Staley honors her mother with her memoir, “Uncommon Favor.”
Another former superstar, Candace Parker, shares her life story with “The Can-Do Mindset.” Parker, a former star at Tennessee and WNBA champion and MVP, weaves her own story with a guide to success.
Quick hits
For those who don’t want to commit to a book, maybe some feature stories can do the trick. Leading the way is a story from The Next about how, with the spotlight on the unexpected season of the Golden State Valkyries, members of the the Bay Area’s first women’s pro team – the San Francisco Pioneers of the Women’s Professional Basketball League – will be honored Monday at the WNBA’s newest team. When the Pioneers’ final season ended in 1980-81, it included former Iowa star Cindy Haugejorde, former Iowa Cornets legend Molly Bolin and Bolin’s Cornets teammate Doris Draving.
For the first time, WBL’s San Francisco Pioneers will reunite in the Bay Area (The Next)
Other stories:
· Nina Kuskik, first woman to win Boston Marathon dies at 86 (New York Times)
· After a mid-season coaching controversy, the Hawkeye softball team bonded and thrived. So why are players transferring? (Little Village)
· I reported a deepfake of Caitlin Clark on X. Instead of it getting removed, here's what happened (Sporting News)
· Malala turns her fight for equality to women in sports (CNN)
· Betsy Jochum, 104, dies; last original member of women’s baseball league (New York Times)
· Division I athletic departments becoming creative with the use of conjunctions (Glory Days Substack)
Jane Burns is a former sports and features writer for the Des Moines Register, as well as other publications and websites.
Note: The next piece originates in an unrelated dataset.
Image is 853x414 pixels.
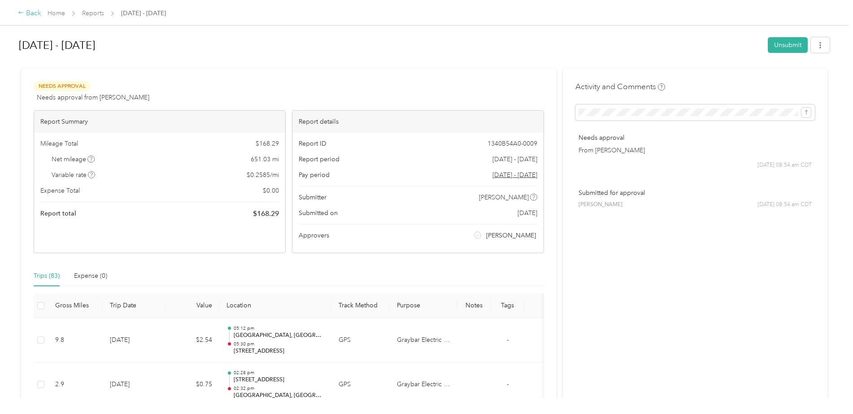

She’s a past winner of the Women’s Basketball Coaches Association’s Mel Greenberg Award for her coverage of women’s basketball. Over the course of her career, she’s covered pretty much everything, which is why her as-yet-to-be-written memoir will be called “Cheese and Basketball: Stories From a Reporter Who Has Covered Everything.”
A Bar of Their Own, the Minneapolis bar for women's sports fans (which I wrote about last year) has a women's sports book club -- and idea I like and am thinking maybe we need a Crossover Book Club. I'm serious. In any case, I contacted owner Jillian Hiscock and she happily provided me a list of the books they've read so far:
Coming Home - Britney Griner
Sidelined: Sports, Culture, and Being a Woman in America - Julie DiCaro
Fast Girls: A Novel of the 1936 Women’s Olympic Team - Elise Hooper
Rare Gems - Howard Megdal
All the Way: The Life of Baseball Trailblazer Maybelle Blair - Kat D. Williams
Love and Justice: A Story of Triumph on Two Different Courts - Maya Moore Irons
All In - Billie Jean King
Cleat Cute - Meryl Wilsner
Wild Girls: How the Outdoors Shaped the Women Who Challenged a Nation - Tiya Miles
Fair Play: How Sports Shape the Gender Debates - Katie Barnes
Good suggestions and a good column is always. By the way, one of the best most inspirational books I read about women’s sports was Vivian stringers biography.